INPUT RECORDS section start

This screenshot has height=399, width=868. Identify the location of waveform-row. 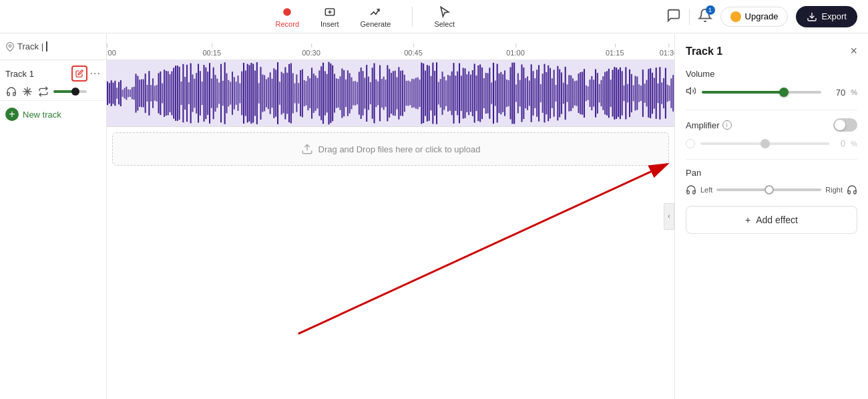
(391, 94).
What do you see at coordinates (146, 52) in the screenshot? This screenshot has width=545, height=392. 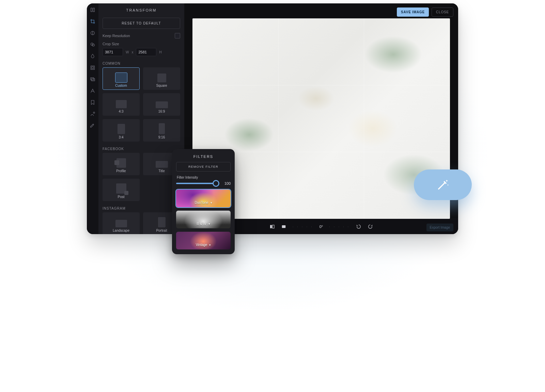 I see `crop-height-input` at bounding box center [146, 52].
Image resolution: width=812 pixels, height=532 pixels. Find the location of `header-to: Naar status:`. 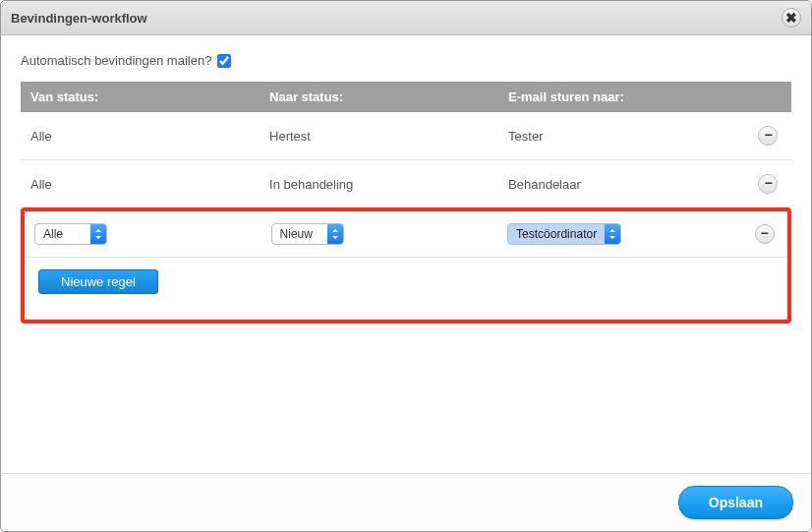

header-to: Naar status: is located at coordinates (379, 96).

INPUT RECORDS section end

WHAT THE TASK REQUIRES:
Nothing but the lines from the one containing "Image resolution: width=812" through the end of the listing should be written out, each exactly, and pictures must be left out.

RESULT OF THE EXERCISE:
Image resolution: width=812 pixels, height=532 pixels. Find the location of `header-to: Naar status:`. 

header-to: Naar status: is located at coordinates (379, 96).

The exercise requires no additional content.